Yang is all action, masculine in nature, a yoga practice/exercise/movement practice or lifestyle, which focuses on exercising muscles and moving blood around the body is Yang.

Yin is calm and nurturing, feminine in nature, a yoga practice/exercise /movement practice, which focuses on the connective tissue.

The balance between the yin and yang is essential for wellbeing and this is what practicing Yin yoga along side yang forms of exercise aspires to bring.
The plastic nature of connective tissue, according to Yin Yoga, enjoys gentle pressures, applied for longer periods of time in order to grow strong.

These are my personal observations and may not be true for others however the classes for me where both extremely challenging, at times painful (in a good way), and wonderfully calming and releasing. You moved into the positions slowly, each position targeted different areas of the body which correspond to meridian theory, you are not in the pose until the target area to be ‘stressed’ by stretching has been found, this involved a lot of bolsters, blocks and experimenting with different foot/leg/body positions before the target area was found, some poses just didn’t work because of my unique pelvic shape/ femur head angle, tight tissues, past injury etc etc. The idea is to find a point of stress in the target area, which is not injurious or painful in a bad way and surf that point. This is a self practice, you have to trust your intuition your own awareness of how your body feels, everybody looked completely different, we were not adjusted or assisted in progressing the stretch just in finding the target area, the bolsters were not there to support as in restorative yoga, but to allow the practitioner to work around natural compression felt in their own body and to allow the muscles to turn off and a melting stretch of the connective tissue to occur. You then stay in that pose for anything between 1-5 or more minutes depending upon your experience. The time in the position was the challenge, I noticed how muscles I didn’t know I was contracting became obvious and so I released them and I sank deeper and deeper into the stretch. In order to feel the melt it helped to close your eyes and look inside your self, quiet and still. The hardest bit was yet to come but the reward was so wonderful. Coming out of the ‘melted position’ was far harder than going in, everything was done slowly and no-one was rushed. I often had to use my hands to move my legs out of the pose, there was a lot of groaning and grimacing. You then take a ‘rebound’ position, prone, supine or pose of a child where the most popular, sometimes taking a counter pose first, in the rebound time of around 2 minutes you could feel the connective tissues rebounding, slowly returning to their usual length, your body felt open and released, a cooling flow and such a peace and tranquility. The Yin yoga says that this is a restoring of the flow a Chi. My Fascial Fitness inner teacher probably would say it was also a rehydration of the tissue. What ever it was it was worth the wait.
After the class we went into mediation so easily.
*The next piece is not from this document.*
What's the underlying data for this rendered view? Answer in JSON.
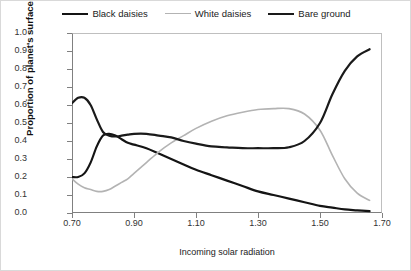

Will I go back and continue the course?
This morning when I woke up I actually missed the early morning yin class. I also seemed very alert and ready to get going (unusual for me as I am not a morning person). I do ache in parts of my body, which I probably pushed to hard because I thought I could, after all I couldn’t let the youngsters in the room see that I was struggling could I! a lesson learned, it is my practice and no-one else was looking anyway.
The melting stretch was delicious and pleasurable, everything a fascial movement should be, I’m not sure I would be happy for a hyper mobile client to take a class and the usual contra-indicated population, pregnancy, joint replacements etc would need extra care but it is an experience I would recommend to my over stressed, anxious over exercised clients who need the repeated buzz of the Yang.

So now I know what a melting stretch really is, and I will do it again. Sadly I can only get to a couple more days of this course because of studio commitments.

The course was run by The Yoga People and well taught, bringing in experts in the various disciplines. The classes were amazing.
My fellow participants were lovely and very generous towards me. Thank you.